The Wildcats shook up their starting lineup Saturday, and the results were fairly impressive.
Northwestern (5-5) snapped a three-game losing streak, defeating Western Michigan (5-3) 51-35 at Welsh-Ryan Arena in what coach Chris Collins called the team’s best game of the year.
Collins dramatically altered NU’s starting lineup for the game. Junior guard Dave Sobolewski and sophomore center Alex Olah both came off the bench for the first time this season, as seniors James Montgomery III and Nikola Cerina took their respective places in the starting lineup. Sobolewski had previously started every game of his college career, and Olah started 29 of the 31 games for which he was healthy in 2012-13.
The change, Collins said, was a response to the team’s blowout loss to North Carolina State on Wednesday, in which he felt NU didn’t “fight” as well as it could have.
“After our last couple games I felt like we needed some energy in the lineup,”Collins said. “It was nothing against anybody, nothing against the two guys who didn’t start. … My decision to do what I did was my instinct telling me we needed a change.”
Whether or not it was a result of the lineup shift, the Cats came out with energy on both ends and led by as many as 14 in the first half. Olah played particularly well, tallying 6 points and three rebounds before the break and finished with 10 and six on the day.
Junior guard JerShon Cobb and senior forward Drew Crawford pitched in with 11 and 15 points, respectively. Crawford added nine rebounds, and Cobb led the team with five assists.
But it was the Cats’ defense that excelled all evening. NU held Western Michigan to 24.4 percent shooting and forced 15 Broncos turnovers.
“We stuck to the scouting reports,” Cobb said of NU’s defense. “We talked, we had each other’s back, and it showed.”
Four Western Michigan players accounted for all but one of the their team’s points, with center Shayne Whittington leading the way with 12 points.
Three-point shooting was a problem for the Cats again, who entered the night shooting 35.9 percent on the season from behind the arc. After missing all 11 long-range attempts before halftime Saturday, NU finished the game 3-19 from deep.
“We just don’t have our legs under us real well because we’re a great shooting team,” Crawford said. “Good shooters always go through periods where you have tough shooting sprees, but you just have to stay with it, keep shooting the ball.
The rotation shake-up lasted beyond tip-off. Montgomery played a career-high 9 minutes, and Collins praised the former-walk-on’s contributions on defense, saying he “might have been the most important part of us winning.”
Sobolewski played only 15 minutes, shooting 1-6 overall and failing to net any of this three 3-pointers. The junior is NU’s only true point guard but has seen his playing time diminish as his shooting percentage has dived below 35 percent.
The Cats received a special visit from Collins’ former Duke boss, all-time NCAA coaching wins leader Mike Krzyzewski.
Krzyzewski, who Collins said was in town for recruiting, sat with athletic director Jim Phillips during the game and spoke to the Cats’ players afterward.
“He’s like part of my family,” Collins said. “The main thing he wanted to do was make sure I wasn’t going to be messed up by him in there. It was an honor to have him at our game.“
With final exams this week, NU won’t play again until Dec. 16, when it hosts Mississippi Valley State. The rest is needed by a team that has now played nine games in 23 days, including two trips to the West Coast.
“We’ve had a really tough stretch,” Collins said. “Our guys are tired, but they didn’t show it today.”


Exercise> Please copy each line of the records below that includes the word "nutcracker".

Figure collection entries

★ ★ ★

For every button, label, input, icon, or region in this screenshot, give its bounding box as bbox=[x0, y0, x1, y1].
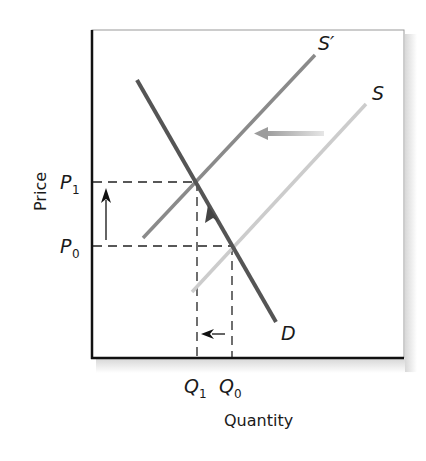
supply-demand-diagram: S′ S D P 1 P 0 Q 1 Q 0 Quantity Price bbox=[0, 0, 426, 461]
tick-p1-main: P bbox=[60, 171, 72, 193]
tick-q0-sub: 0 bbox=[234, 387, 242, 401]
tick-p1: P 1 bbox=[60, 171, 80, 197]
tick-q1: Q 1 bbox=[184, 375, 207, 401]
tick-q0: Q 0 bbox=[219, 375, 242, 401]
tick-p0-sub: 0 bbox=[72, 247, 80, 261]
y-axis-title: Price bbox=[31, 172, 50, 211]
label-d: D bbox=[281, 322, 296, 344]
tick-q0-main: Q bbox=[219, 375, 234, 397]
label-s: S bbox=[372, 82, 384, 104]
tick-q1-sub: 1 bbox=[199, 387, 207, 401]
tick-p1-sub: 1 bbox=[72, 183, 80, 197]
tick-p0-main: P bbox=[60, 235, 72, 257]
tick-q1-main: Q bbox=[184, 375, 199, 397]
frame-shadow-bottom bbox=[96, 359, 414, 373]
label-s-prime: S′ bbox=[318, 32, 335, 54]
frame-shadow-right bbox=[405, 34, 417, 372]
x-axis-title: Quantity bbox=[224, 411, 293, 430]
supply-shift-arrow-shaft bbox=[266, 131, 324, 136]
tick-p0: P 0 bbox=[60, 235, 80, 261]
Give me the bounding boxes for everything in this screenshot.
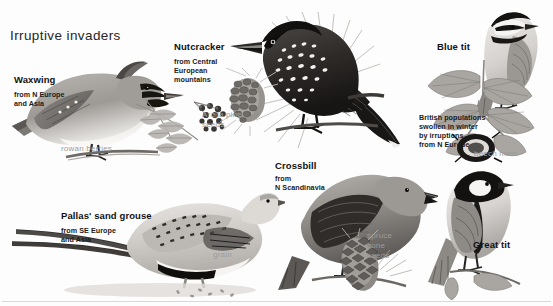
- food-caption-arolla-pine-seeds: Arolla pine seeds: [202, 110, 242, 130]
- species-origin-nutcracker: from Central European mountains: [174, 58, 217, 85]
- species-label-waxwing: Waxwing: [14, 74, 56, 85]
- food-caption-rowan-berries: rowan berries: [61, 144, 112, 154]
- food-caption-spruce-cone-seeds: spruce cone seeds: [367, 231, 392, 260]
- species-label-great-tit: Great tit: [473, 239, 510, 250]
- species-label-pallas-sand-grouse: Pallas' sand grouse: [61, 210, 152, 221]
- food-caption-grain: grain: [213, 250, 232, 260]
- species-label-blue-tit: Blue tit: [437, 41, 470, 52]
- species-label-crossbill: Crossbill: [275, 160, 317, 171]
- page-title: Irruptive invaders: [10, 28, 121, 43]
- pallas-sand-grouse-illustration: [10, 168, 285, 300]
- species-origin-waxwing: from N Europe and Asia: [14, 91, 65, 109]
- food-caption-beech-mast: beech mast: [474, 149, 517, 159]
- great-tit-illustration: [420, 160, 550, 300]
- species-origin-blue-tit: British populations swollen in winter by…: [419, 114, 485, 150]
- species-label-nutcracker: Nutcracker: [174, 41, 225, 52]
- bottom-divider: [2, 301, 551, 302]
- species-origin-pallas-sand-grouse: from SE Europe and Asia: [61, 227, 116, 245]
- illustration-plate: Irruptive invaders Waxwing from N Europe…: [0, 0, 553, 306]
- species-origin-crossbill: from N Scandinavia: [275, 175, 325, 193]
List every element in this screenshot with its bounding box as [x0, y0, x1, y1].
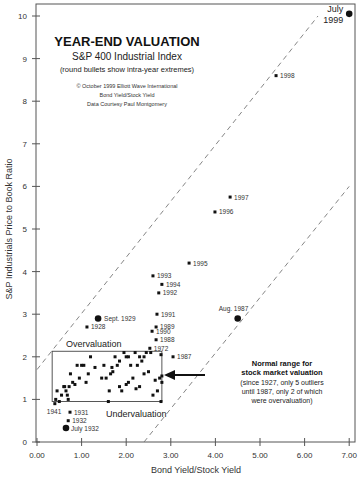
- data-point: [138, 355, 141, 358]
- data-point: [69, 372, 72, 375]
- y-tick-label: 10: [18, 12, 27, 21]
- data-point: [145, 351, 148, 354]
- data-point: [78, 377, 81, 380]
- note-line-2: stock market valuation: [241, 368, 323, 377]
- chart-subtitle-note: (round bullets show intra-year extremes): [60, 65, 195, 74]
- data-point: [67, 398, 70, 401]
- point-label: 1994: [166, 281, 181, 288]
- y-axis-title: S&P Industrials Price to Book Ratio: [4, 159, 14, 300]
- x-tick-label: 4.00: [208, 451, 224, 460]
- point-label: 1988: [160, 336, 175, 343]
- chart-canvas: 0.001.002.003.004.005.006.007.0001234567…: [0, 0, 363, 485]
- data-point: [118, 360, 121, 363]
- point-label: 1972: [154, 345, 169, 352]
- data-point: [148, 347, 151, 350]
- data-point: [66, 394, 69, 397]
- y-tick-label: 9: [23, 55, 28, 64]
- x-tick-label: 5.00: [252, 451, 268, 460]
- extreme-point: [63, 425, 70, 432]
- y-tick-label: 2: [23, 353, 28, 362]
- data-point: [102, 364, 105, 367]
- data-point: [73, 383, 76, 386]
- normal-range-note: Normal range for stock market valuation …: [240, 359, 324, 405]
- y-tick-label: 7: [23, 140, 28, 149]
- x-tick-label: 6.00: [297, 451, 313, 460]
- x-tick-label: 2.00: [118, 451, 134, 460]
- data-point: [156, 389, 159, 392]
- point-label: 1998: [280, 72, 295, 79]
- data-point: [143, 355, 146, 358]
- data-point: [135, 387, 138, 390]
- data-point: [149, 351, 152, 354]
- data-point: [67, 419, 70, 422]
- data-point: [100, 377, 103, 380]
- point-label: 1928: [91, 323, 106, 330]
- y-tick-label: 5: [23, 225, 28, 234]
- y-tick-label: 3: [23, 310, 28, 319]
- extreme-point: [346, 11, 353, 18]
- data-point: [275, 74, 278, 77]
- data-point: [116, 364, 119, 367]
- data-point: [93, 366, 96, 369]
- credit-line-3: Data Courtesy Paul Montgomery: [87, 101, 167, 107]
- data-point: [213, 210, 216, 213]
- y-tick-label: 6: [23, 182, 28, 191]
- data-point: [58, 400, 61, 403]
- data-point: [120, 389, 123, 392]
- point-label: 1932: [72, 417, 87, 424]
- data-point: [56, 389, 59, 392]
- credit-line-1: © October 1999 Elliott Wave Internationa…: [76, 83, 177, 89]
- point-label: 1941: [47, 408, 62, 415]
- data-point: [85, 325, 88, 328]
- data-point: [76, 364, 79, 367]
- data-point: [82, 364, 85, 367]
- data-point: [131, 377, 134, 380]
- data-point: [108, 389, 111, 392]
- point-label: July 1932: [71, 425, 99, 433]
- point-label: 1990: [156, 328, 171, 335]
- data-point: [69, 411, 72, 414]
- point-label: 1995: [193, 260, 208, 267]
- data-point: [129, 364, 132, 367]
- data-point: [151, 394, 154, 397]
- data-point: [110, 366, 113, 369]
- point-label: 1997: [234, 194, 249, 201]
- note-line-1: Normal range for: [252, 359, 313, 368]
- point-label: 1991: [161, 311, 176, 318]
- x-tick-label: 0.00: [29, 451, 45, 460]
- chart-subtitle: S&P 400 Industrial Index: [72, 51, 182, 62]
- data-point: [127, 381, 130, 384]
- data-point: [107, 400, 110, 403]
- point-label: 1992: [163, 289, 178, 296]
- data-point: [138, 385, 141, 388]
- arrow-icon: [164, 370, 205, 380]
- data-point: [54, 398, 57, 401]
- note-line-3: (since 1927, only 5 outliers: [240, 379, 324, 387]
- data-point: [151, 274, 154, 277]
- data-point: [53, 402, 56, 405]
- note-line-5: were overvaluation): [250, 397, 312, 405]
- extreme-point: [95, 315, 102, 322]
- data-point: [114, 355, 117, 358]
- data-point: [118, 385, 121, 388]
- data-point: [154, 379, 157, 382]
- chart-title: YEAR-END VALUATION: [54, 34, 199, 49]
- point-label: 1996: [219, 208, 234, 215]
- x-tick-label: 7.00: [341, 451, 357, 460]
- data-point: [85, 381, 88, 384]
- data-point: [105, 377, 108, 380]
- undervaluation-label: Undervaluation: [106, 409, 167, 419]
- y-tick-label: 1: [23, 395, 28, 404]
- data-point: [111, 370, 114, 373]
- data-point: [127, 355, 130, 358]
- credit-line-2: Bond Yield/Stock Yield: [99, 92, 154, 98]
- data-point: [160, 374, 163, 377]
- y-tick-label: 4: [23, 268, 28, 277]
- data-point: [60, 394, 63, 397]
- point-label: 1987: [177, 353, 192, 360]
- data-point: [188, 262, 191, 265]
- data-point: [147, 370, 150, 373]
- point-label: Aug. 1987: [219, 305, 249, 313]
- data-point: [122, 351, 125, 354]
- data-point: [160, 283, 163, 286]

★ ★ ★

Expected output>
- species-origin-nutcracker: from Central European mountains: [174, 58, 217, 85]
- species-label-nutcracker: Nutcracker: [174, 41, 225, 52]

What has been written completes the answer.